“I believe in karma. What you give is what you get returned. I believe you can’t appreciate real love ’til you’ve been burned. I believe the grass is no more greener on the other side. I believe you don’t know what you’ve got until you say goodbye.” ~Affirmation, Savage Garden
If I were in a 12-step program it would probably require me to do a bunch of things I don’t want to do. You know, like apologize to people I’ve wronged in order to restore harmony to the universe, or something like that. There’s something to that 12-step program mantra that presupposes things that are out of harmony can be realigned by words and focus, as if karma can be thwarted because we’re sorry.
Hold up. Let me start again. I believe in karma. Yes, that’s a better beginning. I think that we do indeed reap what we sow, sometimes in more ways than one. And I think it goes both ways, positively and negatively. It’s like reinforcement. When we see a child yell at another child and we slap him on the hand for yelling, we shouldn’t be surprised when the child, in another conflict, slaps another child on the hand instead of yelling. We are just like children in that way because we do learn from others around us, and these interactions shape the way we see the world.
Karma: action, seen as bringing upon oneself inevitable results, good or bad, either in this life or in a reincarnation.
When I was twenty years old I stole money from my mother. It was a lot of money, but the amount doesn’t really matter. The action itself does. My mother had spent nearly her entire adult life providing for me and my sister, doing everything in her power to help us succeed in life, and my actions were a slap in the face. When she found out it was the disappointment in her eyes that hurt more than yelling or hitting me ever could have. I broke my mother’s heart, not just because I stole the money but I spent time and resources lying about it. That action created subsequent ripples that changed the entire course of my life. That’s karma.

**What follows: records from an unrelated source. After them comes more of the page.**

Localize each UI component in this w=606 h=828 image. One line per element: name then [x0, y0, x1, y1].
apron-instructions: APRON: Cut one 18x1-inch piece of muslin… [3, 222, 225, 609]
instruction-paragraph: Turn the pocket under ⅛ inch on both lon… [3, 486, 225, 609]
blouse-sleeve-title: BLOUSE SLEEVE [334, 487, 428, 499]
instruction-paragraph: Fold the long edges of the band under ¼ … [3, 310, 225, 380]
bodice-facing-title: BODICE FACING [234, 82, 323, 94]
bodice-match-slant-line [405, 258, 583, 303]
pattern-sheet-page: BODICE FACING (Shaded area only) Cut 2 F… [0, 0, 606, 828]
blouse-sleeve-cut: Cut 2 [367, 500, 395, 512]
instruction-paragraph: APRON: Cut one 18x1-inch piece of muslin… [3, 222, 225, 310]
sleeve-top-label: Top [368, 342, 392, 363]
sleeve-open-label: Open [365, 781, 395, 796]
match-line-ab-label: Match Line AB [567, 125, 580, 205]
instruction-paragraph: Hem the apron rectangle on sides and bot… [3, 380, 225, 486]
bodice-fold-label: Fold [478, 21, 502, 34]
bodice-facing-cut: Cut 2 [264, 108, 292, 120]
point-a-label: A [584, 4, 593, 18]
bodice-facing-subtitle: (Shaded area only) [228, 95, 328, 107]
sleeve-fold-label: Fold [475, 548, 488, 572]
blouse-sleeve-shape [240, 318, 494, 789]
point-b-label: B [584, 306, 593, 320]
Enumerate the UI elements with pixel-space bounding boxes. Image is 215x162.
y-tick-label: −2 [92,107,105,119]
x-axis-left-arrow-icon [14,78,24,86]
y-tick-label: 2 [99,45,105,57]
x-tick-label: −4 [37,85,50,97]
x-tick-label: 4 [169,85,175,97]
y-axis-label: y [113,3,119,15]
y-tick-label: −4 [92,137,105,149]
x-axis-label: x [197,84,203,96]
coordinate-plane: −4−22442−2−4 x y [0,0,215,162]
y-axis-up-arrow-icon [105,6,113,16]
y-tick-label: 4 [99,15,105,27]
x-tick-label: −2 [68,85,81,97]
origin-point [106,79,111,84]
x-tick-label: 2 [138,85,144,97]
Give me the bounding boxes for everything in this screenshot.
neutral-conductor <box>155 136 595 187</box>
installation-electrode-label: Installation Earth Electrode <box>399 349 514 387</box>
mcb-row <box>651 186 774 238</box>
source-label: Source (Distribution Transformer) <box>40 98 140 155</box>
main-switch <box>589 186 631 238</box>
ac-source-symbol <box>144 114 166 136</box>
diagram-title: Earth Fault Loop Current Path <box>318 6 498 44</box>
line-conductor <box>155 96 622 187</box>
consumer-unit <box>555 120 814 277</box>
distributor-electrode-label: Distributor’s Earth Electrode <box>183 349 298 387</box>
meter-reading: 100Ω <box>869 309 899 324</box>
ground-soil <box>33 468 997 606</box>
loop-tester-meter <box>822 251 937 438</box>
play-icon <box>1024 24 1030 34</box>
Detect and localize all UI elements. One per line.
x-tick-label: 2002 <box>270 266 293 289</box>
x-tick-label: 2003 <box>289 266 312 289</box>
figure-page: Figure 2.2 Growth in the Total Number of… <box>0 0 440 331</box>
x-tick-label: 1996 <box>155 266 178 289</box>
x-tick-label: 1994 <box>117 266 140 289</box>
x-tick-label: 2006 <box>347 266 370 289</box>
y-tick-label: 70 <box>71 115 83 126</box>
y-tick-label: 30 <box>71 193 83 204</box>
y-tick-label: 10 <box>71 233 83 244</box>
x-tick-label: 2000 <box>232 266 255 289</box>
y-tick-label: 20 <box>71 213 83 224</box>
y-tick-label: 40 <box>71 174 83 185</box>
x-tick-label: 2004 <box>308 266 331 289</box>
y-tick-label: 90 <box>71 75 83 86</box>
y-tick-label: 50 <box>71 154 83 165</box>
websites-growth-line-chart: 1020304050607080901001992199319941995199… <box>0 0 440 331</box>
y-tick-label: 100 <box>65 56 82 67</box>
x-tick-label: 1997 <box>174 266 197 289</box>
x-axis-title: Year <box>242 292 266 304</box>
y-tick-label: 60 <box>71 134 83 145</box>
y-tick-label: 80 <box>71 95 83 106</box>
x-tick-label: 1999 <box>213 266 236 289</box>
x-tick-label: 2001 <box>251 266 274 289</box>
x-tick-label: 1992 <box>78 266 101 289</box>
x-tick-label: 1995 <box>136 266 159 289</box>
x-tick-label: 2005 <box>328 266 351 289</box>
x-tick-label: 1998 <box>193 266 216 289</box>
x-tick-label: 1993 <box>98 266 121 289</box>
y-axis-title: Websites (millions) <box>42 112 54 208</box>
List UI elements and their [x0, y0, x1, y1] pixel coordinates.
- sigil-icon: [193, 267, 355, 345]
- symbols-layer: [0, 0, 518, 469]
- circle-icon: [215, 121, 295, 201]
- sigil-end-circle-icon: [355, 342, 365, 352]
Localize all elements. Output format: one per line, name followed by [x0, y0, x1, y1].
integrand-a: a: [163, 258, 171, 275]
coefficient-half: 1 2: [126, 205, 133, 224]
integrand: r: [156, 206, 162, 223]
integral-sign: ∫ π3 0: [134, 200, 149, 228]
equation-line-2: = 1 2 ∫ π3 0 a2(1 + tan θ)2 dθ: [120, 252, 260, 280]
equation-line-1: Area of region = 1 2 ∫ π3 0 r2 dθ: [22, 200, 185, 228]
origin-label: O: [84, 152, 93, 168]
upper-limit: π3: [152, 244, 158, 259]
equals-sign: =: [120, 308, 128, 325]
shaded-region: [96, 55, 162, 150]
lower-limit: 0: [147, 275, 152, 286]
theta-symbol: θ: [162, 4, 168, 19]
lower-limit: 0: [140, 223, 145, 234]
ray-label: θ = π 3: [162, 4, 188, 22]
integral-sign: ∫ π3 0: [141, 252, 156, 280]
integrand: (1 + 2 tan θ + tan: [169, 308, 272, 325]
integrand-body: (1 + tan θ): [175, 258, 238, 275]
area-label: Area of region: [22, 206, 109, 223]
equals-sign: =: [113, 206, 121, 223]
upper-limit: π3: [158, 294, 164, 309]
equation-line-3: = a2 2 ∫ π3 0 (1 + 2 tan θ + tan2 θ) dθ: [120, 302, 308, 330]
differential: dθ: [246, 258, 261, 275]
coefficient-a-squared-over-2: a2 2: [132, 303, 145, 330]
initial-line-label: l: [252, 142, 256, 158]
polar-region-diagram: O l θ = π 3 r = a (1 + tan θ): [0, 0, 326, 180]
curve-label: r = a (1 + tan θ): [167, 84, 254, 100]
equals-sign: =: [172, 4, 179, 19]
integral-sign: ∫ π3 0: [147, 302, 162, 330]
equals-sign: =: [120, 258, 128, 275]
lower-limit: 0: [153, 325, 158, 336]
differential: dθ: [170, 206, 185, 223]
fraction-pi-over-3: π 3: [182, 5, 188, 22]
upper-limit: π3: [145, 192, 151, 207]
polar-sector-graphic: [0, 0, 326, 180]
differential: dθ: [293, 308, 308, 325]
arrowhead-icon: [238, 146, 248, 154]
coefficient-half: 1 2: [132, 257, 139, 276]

And I have been sorry from the moment that happened. Things were strained between my mother and myself for years, but we’ve finally gotten to a place where the awkwardness if gone. That’s not to say I don’t still think of it from time to time, and that she doesn’t as well, but she’s forgiven me and we’ve forged a new relationship from the ashes of the old one. Yet there are still consequences, inevitable results of that transgression, the primary one being that it was the impetus that sent me to Tennessee, a horrendous place, but a place I needed to be in order to meet my future wife. Funny how that works, that both good and bad consequences came out of that poor decision.
“What you give is what you get returned.”
That quote still haunts me though, because it’s inherently untrue, and even though I believe in karma, I don’t think reciprocity is the only outcome, meaning irony can be a huge part of karma. If you give fake compliments and you make fun of someone behind their back, sometimes the best karma can be them treating you nicely, doing something special for you that makes you feel horrible that you were so cruel. And there are some people who are mean and prejudiced for whatever reason, so no matter how nice you are to them they won’t be nice to you in return. They will get theirs. Just wait and see. And even when you can’t see it, it still happens. Some karma is quieter than others.
What I love most about karma is that it follows science, that for every action there is an equal and opposite reaction, even if we don’t understand how it fits the “opposite” end of the spectrum sometimes. Is it some God who deals out the consequences or just the result of a universe so full of emotions and energy that it’s bursting at the seams and overflowing? I like to think it’s a little of both, that the scales balance even when we don’t see it, that this life is a complicated interweaving of actions and reactions, of reinforcements and consequences. But whatever it is, I know that it’s never a one-way interaction between us and this crazy universe of ours.
And that makes me proud just to be a part of it.